Tuesday, September 19, 2023

Bones and All Movie Review

Bones and All (2022)

Rent Bones and All on Amazon Video (paid link) // Buy the book (paid link)
Written by: David Kajganich (screenplay by), Camille DeAngelis (based on the novel by)
Directed by: Luca Guadagnino
Starring: Timothée Chalamet, Taylor Russell, Mark Rylance, André Holland, Michael Stuhlbarg, Chloë Sevigny
Rated: R
Watch the trailer

Plot
A young woman embarks on a 1000 mile odyssey through America where she meets a disenfranchised drifter. But all roads lead back to their terrifying pasts and to a final stand that will determine whether love can survive their otherness.

Verdict
This is such a strange love story. It's a strange movie with an odd vibe, but it's supposed to have an odd feeling. Two people with one thing in common that makes them outcasts find each other. This takes two young adults and makes their feelings of disenfranchisement manifest viscerally. This draws them together while isolating them from the rest of the world. It's a very different movie.
It depends.

Review
From the director of Call Me By Your Name, this has a strange start that generates a lot of questions. It only gets weirder. 

Maren's (Taylor Russell) father isolates her from the world. She's at a new high school trying to make friends, and at first this enters what I thought was a dream sequence, but it's real. I wasn't sure what was happening, but this event is the catalyst for answers.

Maren's father has been struggling to care for her. He can't keep running, but he leaves her a note. We don't know the why, and we never find that out, but it's not as bizarre as all of the answers I imagined.

Timothée Chalamet, Taylor Russell play Lee, Maren

The strange aspect of this is how Maren runs into other people like her. She thought she was the only one for years, and now she discovers that's not true. I don't even know what to think about this movie as it's such a bizarre context. This doesn't provide much explanation for this world and these unique inhabitants. I have to imagine this is drawing parallels to people that feel like outcasts, but this is a bizarre situation where you can't excuse what makes these people outliers.

Mark Rylance plays a sort of mentor. His character is so bizarre, but credit to Rylance for the execution. Maren quickly realizes that this guy is too odd, and she bails. Having never met anyone like her, she meets two in a week. Maren and Lee (Timothée Chalamet) become fast friends, bound by their unique appetites. Maren is new to this life, and she's trying to adjust. She has to reconcile her intrinsic needs with the method of how that's satisfied. The people she meets have already come to terms with it. 

Of the four people we meet that are 'unique', half of them are outright creepy. We can't excuse what happens in this movie, but this is also a movie about romance and trauma. Maren has to find herself and her place in this world. With this movie and who she is, that is a wild trip. The entire movie is just so strange. This isn't making the point that trauma can make you a monster, but it seems to be that darkness exists and the characters have to reconcile how they react to it. Even if you can identify with feeling like an outcast, you can't identify with why Maren and Lee feel like outcasts. That leaves me with a huge disconnect.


Activity: For each record here, output an exact copy.

(Text-to-region grounding data)
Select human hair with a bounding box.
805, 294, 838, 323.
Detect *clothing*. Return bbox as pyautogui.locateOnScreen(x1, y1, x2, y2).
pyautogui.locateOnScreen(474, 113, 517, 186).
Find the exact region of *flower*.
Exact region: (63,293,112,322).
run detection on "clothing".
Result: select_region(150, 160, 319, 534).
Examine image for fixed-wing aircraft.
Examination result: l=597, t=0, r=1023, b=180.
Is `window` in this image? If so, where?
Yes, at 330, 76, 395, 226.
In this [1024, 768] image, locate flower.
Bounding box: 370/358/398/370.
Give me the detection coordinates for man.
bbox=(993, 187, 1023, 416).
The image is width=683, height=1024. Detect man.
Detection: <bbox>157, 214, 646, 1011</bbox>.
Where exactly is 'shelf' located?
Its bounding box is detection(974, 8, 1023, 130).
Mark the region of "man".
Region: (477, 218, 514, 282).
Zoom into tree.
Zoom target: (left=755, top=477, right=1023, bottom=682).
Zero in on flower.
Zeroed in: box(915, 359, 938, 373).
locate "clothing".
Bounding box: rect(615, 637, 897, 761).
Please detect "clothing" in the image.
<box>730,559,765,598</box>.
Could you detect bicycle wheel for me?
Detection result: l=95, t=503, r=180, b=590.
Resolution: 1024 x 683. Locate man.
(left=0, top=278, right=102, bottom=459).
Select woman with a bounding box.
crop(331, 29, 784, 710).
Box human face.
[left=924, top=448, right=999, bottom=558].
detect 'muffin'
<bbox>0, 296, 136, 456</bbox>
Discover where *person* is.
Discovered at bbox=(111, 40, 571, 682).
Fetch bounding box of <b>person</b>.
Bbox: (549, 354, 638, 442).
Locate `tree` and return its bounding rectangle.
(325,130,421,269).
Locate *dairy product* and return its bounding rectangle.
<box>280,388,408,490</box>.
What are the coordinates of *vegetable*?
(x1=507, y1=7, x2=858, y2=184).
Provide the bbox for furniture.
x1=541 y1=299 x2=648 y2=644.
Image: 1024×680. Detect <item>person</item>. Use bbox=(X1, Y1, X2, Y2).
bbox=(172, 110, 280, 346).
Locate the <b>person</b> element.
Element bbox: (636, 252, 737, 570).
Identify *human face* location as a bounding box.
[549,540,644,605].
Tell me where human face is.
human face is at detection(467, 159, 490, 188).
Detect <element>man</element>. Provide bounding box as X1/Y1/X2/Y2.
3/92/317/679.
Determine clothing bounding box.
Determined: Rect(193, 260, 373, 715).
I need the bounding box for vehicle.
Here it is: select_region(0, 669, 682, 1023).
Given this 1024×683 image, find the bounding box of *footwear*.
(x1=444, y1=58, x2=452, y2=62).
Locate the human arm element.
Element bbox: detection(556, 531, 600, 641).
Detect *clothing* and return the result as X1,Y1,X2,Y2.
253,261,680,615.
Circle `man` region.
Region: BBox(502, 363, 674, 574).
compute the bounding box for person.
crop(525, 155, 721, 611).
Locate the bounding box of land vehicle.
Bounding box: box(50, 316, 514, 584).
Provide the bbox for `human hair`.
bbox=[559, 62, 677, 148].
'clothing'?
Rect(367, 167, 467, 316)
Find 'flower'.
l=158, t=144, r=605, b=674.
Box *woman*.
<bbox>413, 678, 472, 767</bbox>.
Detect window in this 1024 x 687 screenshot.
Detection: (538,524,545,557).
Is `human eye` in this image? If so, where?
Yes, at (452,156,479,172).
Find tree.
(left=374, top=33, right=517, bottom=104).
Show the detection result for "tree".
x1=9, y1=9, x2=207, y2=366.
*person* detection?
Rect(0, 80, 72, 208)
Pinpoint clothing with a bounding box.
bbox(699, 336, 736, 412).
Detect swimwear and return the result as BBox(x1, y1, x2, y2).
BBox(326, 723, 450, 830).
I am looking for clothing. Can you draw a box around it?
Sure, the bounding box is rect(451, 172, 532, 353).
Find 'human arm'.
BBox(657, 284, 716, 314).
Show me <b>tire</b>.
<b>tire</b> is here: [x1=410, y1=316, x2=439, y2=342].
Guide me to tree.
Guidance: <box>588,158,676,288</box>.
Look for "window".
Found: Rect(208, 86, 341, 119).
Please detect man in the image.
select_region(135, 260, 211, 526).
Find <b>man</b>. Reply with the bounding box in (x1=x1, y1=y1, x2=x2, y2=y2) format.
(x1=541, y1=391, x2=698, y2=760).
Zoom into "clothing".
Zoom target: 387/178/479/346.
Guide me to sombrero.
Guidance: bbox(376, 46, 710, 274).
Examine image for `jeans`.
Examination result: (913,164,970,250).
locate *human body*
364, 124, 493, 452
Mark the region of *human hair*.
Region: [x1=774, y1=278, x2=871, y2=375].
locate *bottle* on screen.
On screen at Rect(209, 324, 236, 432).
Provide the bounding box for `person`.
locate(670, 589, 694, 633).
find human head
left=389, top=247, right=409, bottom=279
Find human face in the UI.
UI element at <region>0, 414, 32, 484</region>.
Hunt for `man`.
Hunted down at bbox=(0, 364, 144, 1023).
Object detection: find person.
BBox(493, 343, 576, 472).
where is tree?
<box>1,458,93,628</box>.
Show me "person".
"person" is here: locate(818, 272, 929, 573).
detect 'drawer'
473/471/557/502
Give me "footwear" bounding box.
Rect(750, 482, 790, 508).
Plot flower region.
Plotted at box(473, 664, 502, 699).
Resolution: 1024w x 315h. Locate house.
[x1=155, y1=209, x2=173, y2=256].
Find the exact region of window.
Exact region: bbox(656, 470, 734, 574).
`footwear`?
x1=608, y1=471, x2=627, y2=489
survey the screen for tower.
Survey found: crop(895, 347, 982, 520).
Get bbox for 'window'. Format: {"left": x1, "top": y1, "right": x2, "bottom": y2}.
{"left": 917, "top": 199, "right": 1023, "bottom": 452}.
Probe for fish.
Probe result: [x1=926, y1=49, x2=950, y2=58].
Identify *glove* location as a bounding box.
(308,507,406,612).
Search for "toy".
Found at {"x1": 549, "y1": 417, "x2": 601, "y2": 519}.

Exercise result:
Select human hair with a bounding box.
805, 294, 838, 323.
Detect *clothing*. Return bbox as pyautogui.locateOnScreen(x1, y1, x2, y2).
pyautogui.locateOnScreen(474, 113, 517, 186).
Find the exact region of *flower*.
Exact region: (63,293,112,322).
run detection on "clothing".
Result: select_region(150, 160, 319, 534).
Examine image for fixed-wing aircraft.
Examination result: l=597, t=0, r=1023, b=180.
Is `window` in this image? If so, where?
Yes, at 330, 76, 395, 226.
In this [1024, 768] image, locate flower.
Bounding box: 370/358/398/370.
Give me the detection coordinates for man.
bbox=(993, 187, 1023, 416).
The image is width=683, height=1024. Detect man.
Detection: <bbox>157, 214, 646, 1011</bbox>.
Where exactly is 'shelf' located?
Its bounding box is detection(974, 8, 1023, 130).
Mark the region of "man".
Region: (477, 218, 514, 282).
Zoom into tree.
Zoom target: (left=755, top=477, right=1023, bottom=682).
Zero in on flower.
Zeroed in: box(915, 359, 938, 373).
locate "clothing".
Bounding box: rect(615, 637, 897, 761).
Please detect "clothing" in the image.
<box>730,559,765,598</box>.
Could you detect bicycle wheel for me?
Detection result: l=95, t=503, r=180, b=590.
Resolution: 1024 x 683. Locate man.
(left=0, top=278, right=102, bottom=459).
Select woman with a bounding box.
crop(331, 29, 784, 710).
Box human face.
[left=924, top=448, right=999, bottom=558].
detect 'muffin'
<bbox>0, 296, 136, 456</bbox>
Discover where *person* is.
Discovered at bbox=(111, 40, 571, 682).
Fetch bounding box of <b>person</b>.
Bbox: (549, 354, 638, 442).
Locate `tree` and return its bounding rectangle.
(325,130,421,269).
Locate *dairy product* and return its bounding rectangle.
<box>280,388,408,490</box>.
What are the coordinates of *vegetable*?
(x1=507, y1=7, x2=858, y2=184).
Provide the bbox for furniture.
x1=541 y1=299 x2=648 y2=644.
Image: 1024×680. Detect <item>person</item>. Use bbox=(X1, Y1, X2, Y2).
bbox=(172, 110, 280, 346).
Locate the <b>person</b> element.
Element bbox: (636, 252, 737, 570).
Identify *human face* location as a bounding box.
[549,540,644,605].
Tell me where human face is.
human face is at detection(467, 159, 490, 188).
Detect <element>man</element>. Provide bounding box as X1/Y1/X2/Y2.
3/92/317/679.
Determine clothing bounding box.
Determined: Rect(193, 260, 373, 715).
I need the bounding box for vehicle.
Here it is: select_region(0, 669, 682, 1023).
Given this 1024×683 image, find the bounding box of *footwear*.
(x1=444, y1=58, x2=452, y2=62).
Locate the human arm element.
Element bbox: detection(556, 531, 600, 641).
Detect *clothing* and return the result as X1,Y1,X2,Y2.
253,261,680,615.
Circle `man` region.
Region: BBox(502, 363, 674, 574).
compute the bounding box for person.
crop(525, 155, 721, 611).
Locate the bounding box of land vehicle.
Bounding box: box(50, 316, 514, 584).
Provide the bbox for `human hair`.
bbox=[559, 62, 677, 148].
'clothing'?
Rect(367, 167, 467, 316)
Find 'flower'.
l=158, t=144, r=605, b=674.
Box *woman*.
<bbox>413, 678, 472, 767</bbox>.
Detect window in this 1024 x 687 screenshot.
Detection: (538,524,545,557).
Is `human eye` in this image? If so, where?
Yes, at (452,156,479,172).
Find tree.
(left=374, top=33, right=517, bottom=104).
Show the detection result for "tree".
x1=9, y1=9, x2=207, y2=366.
*person* detection?
Rect(0, 80, 72, 208)
Pinpoint clothing with a bounding box.
bbox(699, 336, 736, 412).
Detect swimwear and return the result as BBox(x1, y1, x2, y2).
BBox(326, 723, 450, 830).
I am looking for clothing. Can you draw a box around it?
Sure, the bounding box is rect(451, 172, 532, 353).
Find 'human arm'.
BBox(657, 284, 716, 314).
Show me <b>tire</b>.
<b>tire</b> is here: [x1=410, y1=316, x2=439, y2=342].
Guide me to tree.
Guidance: <box>588,158,676,288</box>.
Look for "window".
Found: Rect(208, 86, 341, 119).
Please detect man in the image.
select_region(135, 260, 211, 526).
Find <b>man</b>. Reply with the bounding box in (x1=x1, y1=y1, x2=x2, y2=y2) format.
(x1=541, y1=391, x2=698, y2=760).
Zoom into "clothing".
Zoom target: 387/178/479/346.
Guide me to sombrero.
Guidance: bbox(376, 46, 710, 274).
Examine image for `jeans`.
Examination result: (913,164,970,250).
locate *human body*
364, 124, 493, 452
Mark the region of *human hair*.
Region: [x1=774, y1=278, x2=871, y2=375].
locate *bottle* on screen.
On screen at Rect(209, 324, 236, 432).
Provide the bounding box for `person`.
locate(670, 589, 694, 633).
find human head
left=389, top=247, right=409, bottom=279
Find human face in the UI.
UI element at <region>0, 414, 32, 484</region>.
Hunt for `man`.
Hunted down at bbox=(0, 364, 144, 1023).
Object detection: find person.
BBox(493, 343, 576, 472).
where is tree?
<box>1,458,93,628</box>.
Show me "person".
"person" is here: locate(818, 272, 929, 573).
detect 'drawer'
473/471/557/502
Give me "footwear" bounding box.
Rect(750, 482, 790, 508).
Plot flower region.
Plotted at box(473, 664, 502, 699).
Resolution: 1024w x 315h. Locate house.
[x1=155, y1=209, x2=173, y2=256].
Find the exact region of window.
Exact region: bbox(656, 470, 734, 574).
`footwear`?
x1=608, y1=471, x2=627, y2=489
survey the screen for tower.
Survey found: crop(895, 347, 982, 520).
Get bbox for 'window'. Format: {"left": x1, "top": y1, "right": x2, "bottom": y2}.
{"left": 917, "top": 199, "right": 1023, "bottom": 452}.
Probe for fish.
Probe result: [x1=926, y1=49, x2=950, y2=58].
Identify *glove* location as a bounding box.
(308,507,406,612).
Search for "toy".
Found at {"x1": 549, "y1": 417, "x2": 601, "y2": 519}.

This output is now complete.